Photos and videos that expire after 24 hours, shared as circular avatars in a row at the top of the feed and viewed full-screen with a segmented progress bar.

How it works

01

The "Me" avatar leads the row for quick creation; unviewed friends follow with an active ring.

02

Tap right to advance, left to go back; swipe to the next user's stories.

03

A reply input sends responses straight to the author's DMs.

04

Stories expire automatically 24 hours after posting.

System logic

Expiry is scheduled at publish time; no manual cleanup.

Viewed stories grey their ring; the row re-orders so unviewed content leads.

Replies create the DM conversation automatically if one doesn't exist.

Four screens: feed with story row, stories grid, full-screen viewer, and sequential navigation
Supporting flows

The details that complete the picture

Group creation with Private or Public visibility. Friend invites by link or search. Per-post comment permissions, set at the moment of sharing. Account information, editable in one place and linked back to the school registration system.

Create group, invite friends, comment permissions, and account information screens
05 · The outcome

What it meant to the people who used it.

+0%

felt more connected to a past community after one week, with no prompting.

0×

more memories shared per session than baseline social platforms in moderated testing.

0%

onboarding drop-off compared to the early prototype, from removing unnecessary steps.

Memories get preserved somewhere structured and searchable, and the communities that shaped people finally have a real digital home.

06 · Reflection

Three things this project taught me.

(01)

Simplicity improves usability.

Every screen removed is a barrier eliminated. The best interfaces feel inevitable, not engineered; they exist because they had to.

(02)

Familiar patterns lower activation energy.

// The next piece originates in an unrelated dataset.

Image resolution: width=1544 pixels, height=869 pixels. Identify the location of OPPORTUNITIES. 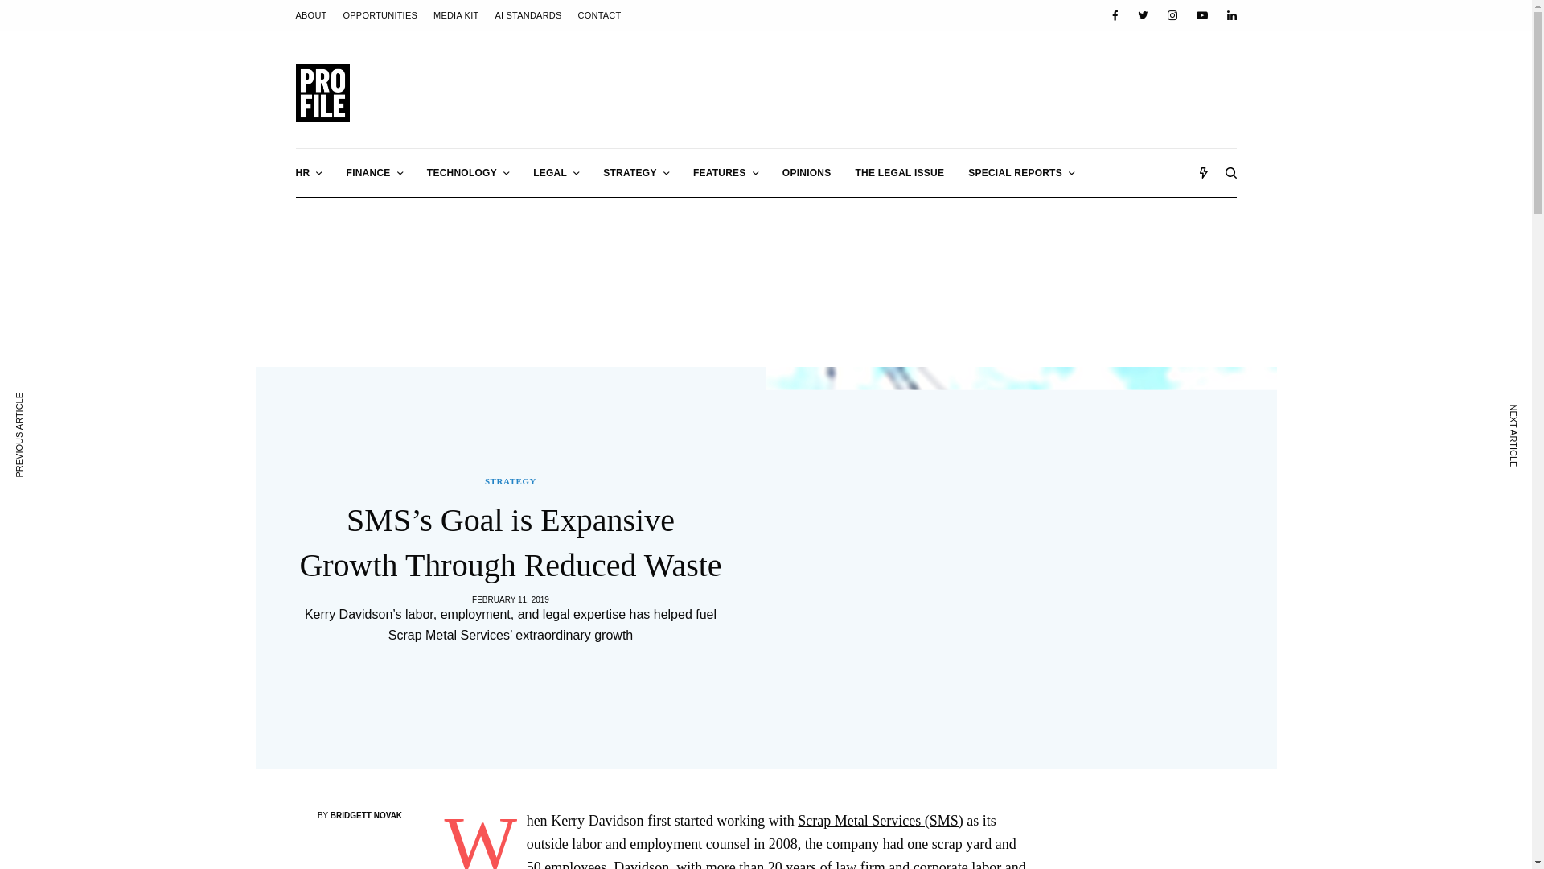
(380, 14).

When something feels familiar, users trust it faster and engage more deeply. Familiarity works best as a foundation; you build the unexpected on top of it.

(03)

Emotion-driven design is the most powerful design.

When an interface connects to memory and identity, it moves past utility. People come back because they want to, not because they have to.

The best memory platform is the one that makes you feel less alone in your past.